Two questions that have puzzled scientists about comets and asteroids are: How did icy comets obtain particles that formed at high temperatures? And, how did these refractory particles acquire rims with different compositions?
Researchers from Carnegie Institution for Science have modeled the trajectories of these types of particles in the unstable disk of gas and dust that formed the Solar System.
The team found that these refractory particles may have first been processed in the hot inner disk, and then travelled out to the outer regions of the Solar System to end up in icy comets.
Moving from one hotter part of a region to a cooler area could help explain the different compositions of their rims, according to the researchers.
During the earlier years of the Sun, scientists believed that our local star experienced a series of outbursts that were caused by the rapid infall of disk gas onto the Sun. They believe these outbursts were caused by disk instability.
The Carnegie researchers modeled the trajectories of several hundred centimeter-sized melilite mineral particles during a phase of disk instability.
The disk model had a marginally gravitationally unstable disk, with a mass of about 5 percent of today’s Sun and temperature ranging from -350 degrees Fahrenheit to 2,240 degrees Fahrenheit. The team’s calculations allowed the calcium-aluminum-rich inclusions (CAIs) to orbit the disk while being subjected to gas drag and gravity of both the disk and the Sun. These refractory particles are often found in well-preserved meteorites, as well as the comet Wild 2.
The particles started out orbiting in unison, but after about 20 years their trajectories started to diverge. Most struck the inner boundary of the disk, while others went to the outer boundary, where they could be swept up by a growing comet. About 10 percent migrated back and forth in the disk before hitting one or the other boundary, according to the research.
The team then modeled the evaporation and condensation processes that the particles would experience during their migrations, finding that these particles most likely acquired outer rims with varied isotopic compositions that characterize CAIs.
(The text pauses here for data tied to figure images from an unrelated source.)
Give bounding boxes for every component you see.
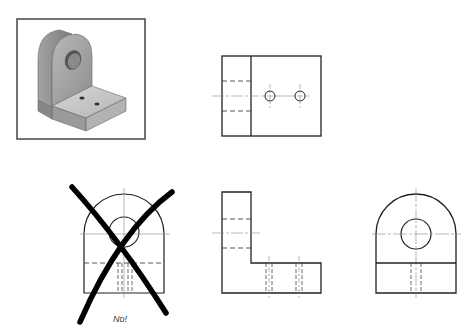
- isometric-view: [17, 19, 145, 139]
- incorrect-label: No!: [113, 314, 127, 324]
- base-hole-1: [79, 96, 84, 99]
- top-view: [212, 56, 321, 136]
- front-view: [212, 192, 321, 300]
- incorrect-view: [72, 187, 172, 322]
- base-hole-2: [94, 102, 99, 105]
- right-side-view: [372, 188, 461, 298]
- projection-drawing: [0, 0, 474, 328]
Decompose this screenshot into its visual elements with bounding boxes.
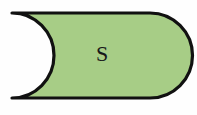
- shape-label-s: S: [96, 41, 108, 66]
- diagram-svg: S: [0, 0, 197, 115]
- diagram-canvas: S: [0, 0, 197, 115]
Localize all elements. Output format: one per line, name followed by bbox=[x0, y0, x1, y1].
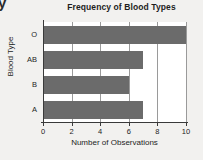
x-tick-mark bbox=[157, 122, 158, 126]
x-tick-mark bbox=[129, 122, 130, 126]
y-axis-title: Blood Type bbox=[6, 17, 15, 97]
x-axis-line bbox=[41, 122, 188, 123]
x-tick-label: 2 bbox=[62, 127, 82, 136]
bar bbox=[43, 26, 186, 44]
chart-title: Frequency of Blood Types bbox=[40, 2, 203, 12]
x-tick-mark bbox=[43, 122, 44, 126]
bar bbox=[43, 51, 143, 69]
x-axis-title: Number of Observations bbox=[43, 138, 186, 147]
bar bbox=[43, 101, 143, 119]
x-tick-mark bbox=[72, 122, 73, 126]
x-tick-mark bbox=[100, 122, 101, 126]
x-tick-label: 6 bbox=[119, 127, 139, 136]
gridline bbox=[186, 22, 187, 122]
x-tick-label: 0 bbox=[33, 127, 53, 136]
x-tick-mark bbox=[186, 122, 187, 126]
x-tick-label: 8 bbox=[147, 127, 167, 136]
chart-figure: y Frequency of Blood Types 0246810 ABABO… bbox=[0, 0, 203, 160]
y-axis-line bbox=[43, 20, 44, 124]
y-tick-label: A bbox=[0, 105, 37, 114]
bar bbox=[43, 76, 129, 94]
x-tick-label: 10 bbox=[176, 127, 196, 136]
stray-glyph: y bbox=[0, 0, 6, 10]
x-tick-label: 4 bbox=[90, 127, 110, 136]
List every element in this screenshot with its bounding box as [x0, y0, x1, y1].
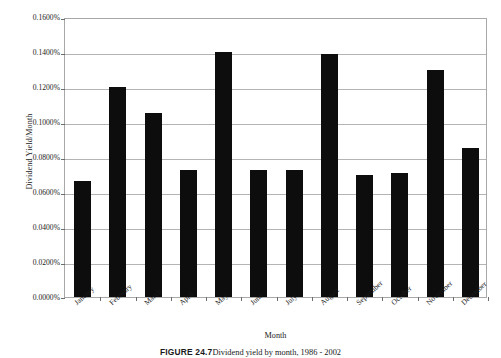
bar: [321, 54, 338, 297]
bar: [109, 87, 126, 297]
x-axis-title: Month: [64, 331, 487, 340]
bar: [462, 148, 479, 297]
bar: [145, 113, 162, 297]
bar: [391, 173, 408, 297]
figure-caption-label: FIGURE 24.7: [160, 347, 212, 357]
bar: [286, 170, 303, 297]
bar: [180, 170, 197, 297]
bar: [250, 170, 267, 297]
y-tick-label: 0.1400%: [12, 49, 60, 57]
x-tick-mark: [488, 297, 489, 301]
y-tick-label: 0.0800%: [12, 154, 60, 162]
y-tick-label: 0.1600%: [12, 14, 60, 22]
bar: [215, 52, 232, 297]
y-tick-label: 0.0600%: [12, 189, 60, 197]
y-tick-label: 0.0400%: [12, 224, 60, 232]
y-tick-label: 0.0200%: [12, 259, 60, 267]
y-axis-tick-labels: 0.1600%0.1400%0.1200%0.1000%0.0800%0.060…: [12, 0, 60, 356]
bar-series: [65, 19, 486, 297]
figure-caption-text: Dividend yield by month, 1986 - 2002: [212, 348, 341, 357]
bar: [74, 181, 91, 297]
bar: [356, 175, 373, 298]
figure-caption: FIGURE 24.7Dividend yield by month, 1986…: [0, 347, 501, 358]
plot-area: [64, 18, 487, 298]
y-tick-label: 0.0000%: [12, 294, 60, 302]
y-tick-label: 0.1200%: [12, 84, 60, 92]
y-tick-label: 0.1000%: [12, 119, 60, 127]
bar: [427, 70, 444, 298]
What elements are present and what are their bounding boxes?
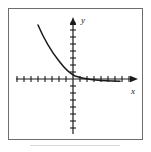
x-axis-label: x [130, 86, 135, 96]
coordinate-plot: y x [0, 0, 151, 152]
exponential-decay-curve [38, 25, 120, 81]
y-axis-label: y [80, 15, 85, 25]
scan-artifact-line [30, 145, 120, 146]
y-axis-arrowhead [70, 17, 76, 25]
figure-root: y x [0, 0, 151, 152]
x-axis-arrowhead [130, 76, 138, 82]
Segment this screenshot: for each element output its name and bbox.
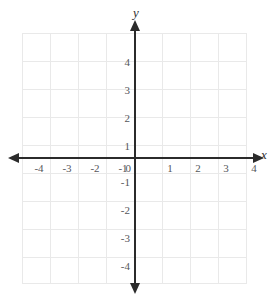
y-tick-label: -3 — [121, 232, 131, 244]
origin-label: 0 — [126, 162, 132, 174]
y-tick-label: -2 — [121, 204, 130, 216]
y-tick-label: 3 — [125, 84, 131, 96]
coordinate-plane: -4 -3 -2 -1 1 2 3 4 4 3 2 1 -1 -2 -3 -4 … — [0, 0, 274, 295]
y-tick-label: 2 — [125, 112, 131, 124]
y-tick-label: -1 — [121, 176, 130, 188]
x-tick-label: 4 — [251, 162, 257, 174]
y-tick-label: 4 — [125, 56, 131, 68]
x-tick-label: -4 — [34, 162, 44, 174]
x-axis-name: x — [260, 147, 267, 162]
y-axis-arrow-down-icon — [130, 283, 140, 294]
y-axis-name: y — [131, 5, 139, 20]
x-axis-arrow-left-icon — [8, 153, 19, 163]
y-axis-arrow-up-icon — [130, 20, 140, 31]
x-tick-label: 2 — [195, 162, 201, 174]
x-tick-label: 1 — [167, 162, 173, 174]
x-axis-tick-labels: -4 -3 -2 -1 1 2 3 4 — [34, 162, 257, 174]
y-tick-label: 1 — [125, 140, 131, 152]
x-tick-label: -3 — [62, 162, 72, 174]
coordinate-plane-svg: -4 -3 -2 -1 1 2 3 4 4 3 2 1 -1 -2 -3 -4 … — [0, 0, 274, 295]
y-tick-label: -4 — [121, 260, 131, 272]
x-tick-label: -2 — [90, 162, 99, 174]
x-tick-label: 3 — [223, 162, 229, 174]
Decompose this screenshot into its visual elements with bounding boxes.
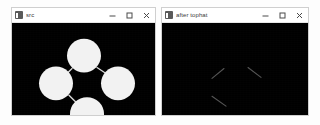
image-canvas-after-tophat[interactable] [162,23,308,115]
minimize-button-after-tophat[interactable] [257,8,274,22]
window-title-after-tophat: after tophat [176,11,257,19]
minimize-icon [108,11,117,20]
window-src[interactable]: src [11,7,156,116]
maximize-icon [125,11,134,20]
window-controls-src [104,8,155,22]
titlebar-src[interactable]: src [12,8,155,23]
right-circle [101,67,135,101]
src-image-graphic [12,23,155,115]
image-canvas-src[interactable] [12,23,155,115]
maximize-button-src[interactable] [121,8,138,22]
after-tophat-image-graphic [162,23,308,115]
tophat-canvas-bg [162,23,308,115]
close-button-src[interactable] [138,8,155,22]
close-icon [142,11,151,20]
opencv-window-icon [165,11,173,19]
window-controls-after-tophat [257,8,308,22]
opencv-window-icon [15,11,23,19]
titlebar-after-tophat[interactable]: after tophat [162,8,308,23]
maximize-button-after-tophat[interactable] [274,8,291,22]
close-button-after-tophat[interactable] [291,8,308,22]
maximize-icon [278,11,287,20]
left-circle [39,67,73,101]
top-circle [67,39,101,73]
desktop-background: src [0,0,320,125]
minimize-icon [261,11,270,20]
close-icon [295,11,304,20]
minimize-button-src[interactable] [104,8,121,22]
window-after-tophat[interactable]: after tophat [161,7,309,116]
window-title-src: src [26,11,104,19]
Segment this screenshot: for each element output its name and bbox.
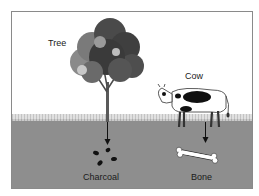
- bone-label: Bone: [191, 172, 212, 182]
- charcoal-label: Charcoal: [83, 172, 119, 182]
- arrow-tree-to-charcoal-icon: [105, 122, 111, 145]
- cow-label: Cow: [185, 71, 203, 81]
- tree-icon: [70, 18, 144, 122]
- cow-icon: [158, 84, 230, 127]
- diagram-frame: Tree Cow Charcoal Bone: [11, 11, 253, 189]
- arrow-cow-to-bone-icon: [203, 122, 209, 143]
- charcoal-icon: [92, 147, 117, 167]
- tree-label: Tree: [48, 38, 66, 48]
- bone-icon: [176, 147, 218, 163]
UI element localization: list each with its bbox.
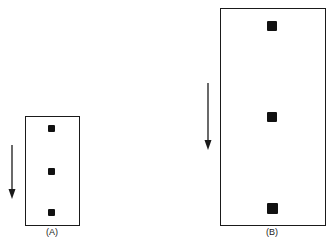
panel-a-dot-2 — [48, 168, 55, 175]
panel-b-label: (B) — [266, 227, 278, 237]
panel-b-dot-2 — [267, 112, 277, 122]
panel-a-label: (A) — [46, 227, 58, 237]
arrow-down-icon — [6, 143, 18, 203]
panel-b-dot-3 — [267, 203, 278, 214]
panel-a-dot-1 — [48, 125, 55, 132]
panel-b-dot-1 — [267, 21, 277, 31]
arrow-down-icon — [202, 82, 214, 154]
panel-a-dot-3 — [48, 209, 55, 216]
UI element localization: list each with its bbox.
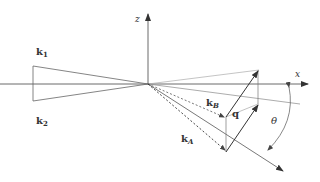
q-label: q (232, 108, 239, 119)
incident-beam-triangle (33, 66, 148, 101)
kA-label: kA (181, 133, 194, 146)
q-vector-upper (226, 71, 258, 117)
kB-label: kB (206, 97, 219, 110)
k2-label: k2 (36, 115, 48, 128)
scattering-diagram: z x k1 k2 kB kA q θ (0, 0, 320, 182)
k1-label: k1 (36, 46, 48, 59)
z-axis-label: z (134, 14, 140, 24)
theta-label: θ (271, 115, 277, 126)
outgoing-beam-upper (148, 70, 259, 84)
scattered-direction (148, 84, 283, 171)
x-axis-label: x (295, 69, 300, 79)
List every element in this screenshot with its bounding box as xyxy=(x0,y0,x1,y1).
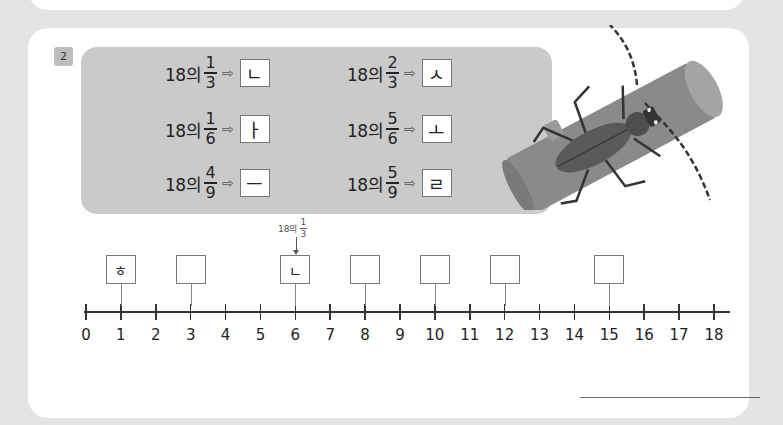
box-stem xyxy=(295,284,296,306)
cipher-letter-box: ㅡ xyxy=(240,169,270,197)
number-line-tick xyxy=(539,304,541,320)
cipher-row: 18의 59 ⇨ ㄹ xyxy=(347,166,452,200)
number-line-tick xyxy=(643,304,645,320)
fraction: 56 xyxy=(386,111,399,147)
box-stem xyxy=(435,284,436,306)
fraction: 16 xyxy=(204,111,217,147)
cipher-letter-box: ㅏ xyxy=(240,115,270,143)
letter-answer-box[interactable]: ㄴ xyxy=(280,255,310,284)
fraction: 59 xyxy=(386,165,399,201)
number-line-tick xyxy=(609,304,611,320)
callout-label: 18의 13 xyxy=(278,218,307,239)
arrow-icon: ⇨ xyxy=(404,121,416,137)
number-line-label: 15 xyxy=(594,326,624,344)
letter-answer-box[interactable] xyxy=(490,255,520,284)
number-line-tick xyxy=(190,304,192,320)
number-line-tick xyxy=(329,304,331,320)
number-line-axis xyxy=(84,311,730,313)
arrow-icon: ⇨ xyxy=(404,175,416,191)
cipher-letter-box: ㅗ xyxy=(422,115,452,143)
number-line-tick xyxy=(399,304,401,320)
previous-problem-card xyxy=(28,0,745,10)
number-line-label: 13 xyxy=(525,326,555,344)
number-line-label: 0 xyxy=(71,326,101,344)
number-line-tick xyxy=(225,304,227,320)
cipher-row: 18의 23 ⇨ ㅅ xyxy=(347,56,452,90)
number-line-label: 8 xyxy=(350,326,380,344)
number-line-tick xyxy=(260,304,262,320)
number-line-label: 17 xyxy=(664,326,694,344)
number-line-label: 7 xyxy=(315,326,345,344)
arrow-icon: ⇨ xyxy=(222,175,234,191)
cipher-letter-box: ㄹ xyxy=(422,169,452,197)
whole-number: 18의 xyxy=(347,61,383,86)
box-stem xyxy=(365,284,366,306)
number-line-label: 2 xyxy=(141,326,171,344)
number-line-tick xyxy=(120,304,122,320)
problem-number-badge: 2 xyxy=(54,47,73,66)
number-line-label: 16 xyxy=(629,326,659,344)
number-line-label: 5 xyxy=(245,326,275,344)
cipher-row: 18의 49 ⇨ ㅡ xyxy=(165,166,270,200)
cipher-letter-box: ㄴ xyxy=(240,59,270,87)
number-line-label: 11 xyxy=(455,326,485,344)
arrow-icon: ⇨ xyxy=(222,65,234,81)
cipher-row: 18의 16 ⇨ ㅏ xyxy=(165,112,270,146)
number-line-tick xyxy=(85,304,87,320)
number-line-tick xyxy=(364,304,366,320)
letter-answer-box[interactable] xyxy=(420,255,450,284)
arrow-icon: ⇨ xyxy=(404,65,416,81)
answer-blank[interactable] xyxy=(580,397,760,398)
number-line-label: 18 xyxy=(699,326,729,344)
number-line-label: 4 xyxy=(211,326,241,344)
letter-answer-box[interactable] xyxy=(176,255,206,284)
cipher-letter-box: ㅅ xyxy=(422,59,452,87)
number-line-tick xyxy=(678,304,680,320)
number-line-label: 12 xyxy=(490,326,520,344)
box-stem xyxy=(609,284,610,306)
number-line-label: 6 xyxy=(280,326,310,344)
whole-number: 18의 xyxy=(165,117,201,142)
letter-answer-box[interactable]: ㅎ xyxy=(106,255,136,284)
arrow-icon: ⇨ xyxy=(222,121,234,137)
number-line-tick xyxy=(713,304,715,320)
beetle-on-log-icon xyxy=(495,25,735,210)
box-stem xyxy=(191,284,192,306)
number-line-tick xyxy=(469,304,471,320)
number-line-label: 14 xyxy=(559,326,589,344)
fraction: 23 xyxy=(386,55,399,91)
number-line-tick xyxy=(434,304,436,320)
number-line-label: 3 xyxy=(176,326,206,344)
box-stem xyxy=(121,284,122,306)
fraction: 13 xyxy=(204,55,217,91)
number-line-tick xyxy=(574,304,576,320)
letter-answer-box[interactable] xyxy=(350,255,380,284)
whole-number: 18의 xyxy=(165,61,201,86)
number-line-tick xyxy=(295,304,297,320)
letter-answer-box[interactable] xyxy=(594,255,624,284)
number-line-label: 9 xyxy=(385,326,415,344)
number-line-label: 1 xyxy=(106,326,136,344)
number-line-label: 10 xyxy=(420,326,450,344)
cipher-row: 18의 13 ⇨ ㄴ xyxy=(165,56,270,90)
number-line-tick xyxy=(504,304,506,320)
whole-number: 18의 xyxy=(347,117,383,142)
fraction-cipher-panel xyxy=(81,47,552,214)
box-stem xyxy=(505,284,506,306)
fraction: 49 xyxy=(204,165,217,201)
cipher-row: 18의 56 ⇨ ㅗ xyxy=(347,112,452,146)
whole-number: 18의 xyxy=(165,171,201,196)
whole-number: 18의 xyxy=(347,171,383,196)
number-line-tick xyxy=(155,304,157,320)
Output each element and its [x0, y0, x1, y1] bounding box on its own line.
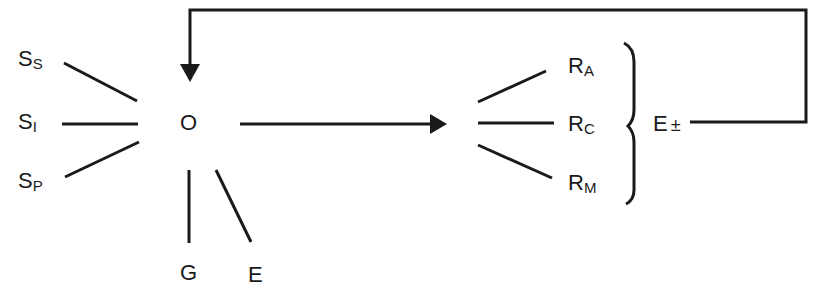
response-rc-main: R: [568, 111, 584, 136]
response-rm-label: RM: [568, 172, 596, 194]
outcome-label: E±: [653, 113, 681, 135]
response-ra-sub: A: [584, 62, 594, 79]
connector-ss-o: [64, 63, 137, 101]
response-rc-label: RC: [568, 113, 595, 135]
genetic-label: G: [180, 262, 197, 284]
brace-icon: [624, 43, 634, 204]
response-rm-main: R: [568, 170, 584, 195]
arrow-head-down-icon: [180, 64, 200, 82]
stimulus-si-main: S: [18, 109, 33, 134]
diagram-lines: [0, 0, 819, 291]
sorke-diagram: SS SI SP O G E RA RC RM E±: [0, 0, 819, 291]
response-ra-main: R: [568, 53, 584, 78]
connector-rm: [478, 145, 552, 178]
outcome-sign: ±: [671, 115, 681, 135]
stimulus-ss-main: S: [18, 46, 33, 71]
connector-ra: [478, 71, 546, 102]
connector-e-o: [216, 170, 251, 242]
feedback-loop-line: [190, 10, 806, 122]
response-ra-label: RA: [568, 55, 594, 77]
stimulus-sp-sub: P: [33, 177, 43, 194]
stimulus-si-label: SI: [18, 111, 37, 133]
environment-label: E: [248, 264, 263, 286]
connector-sp-o: [65, 142, 139, 177]
response-rc-sub: C: [584, 120, 595, 137]
organism-label: O: [180, 112, 197, 134]
stimulus-si-sub: I: [33, 118, 37, 135]
stimulus-sp-label: SP: [18, 170, 43, 192]
outcome-main: E: [653, 111, 668, 136]
stimulus-ss-label: SS: [18, 48, 43, 70]
stimulus-ss-sub: S: [33, 55, 43, 72]
arrow-head-right-icon: [430, 114, 447, 134]
stimulus-sp-main: S: [18, 168, 33, 193]
response-rm-sub: M: [584, 179, 597, 196]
“CAIs are thought to have formed at the very beginning of the Solar System. Our results show that they must have experienced remarkably complex histories as they were transported chaotically all over the disk,” cosmochemist Conel Alexander wrote in the study published in Earth and Planetary Science Letters.
These migrations may help explain the different oxygen isotopes that were found in particles from meteorites. These types of oxygen atoms have a different number of neutrons that point to different processing conditions for the particle rims.
Previous work done by Carnegie’s theoretical astrophysicist Alan Boss, who was also a part of the current research, showed that an abundance of oxygen isotopes could vary in an unstable disk by the range that have been found in meteorites.
Taking Boss’ discovery into account, the latest models show that several puzzles may have been solved. Having an unstable disk can explain both large-scale outward transport or refractory particles, as well as the peculiar rim compositions acquired during their journeys.
“It’s nice to solve two problems at once,” Boss said. “But there are still many more puzzles about meteorites for us to work on.”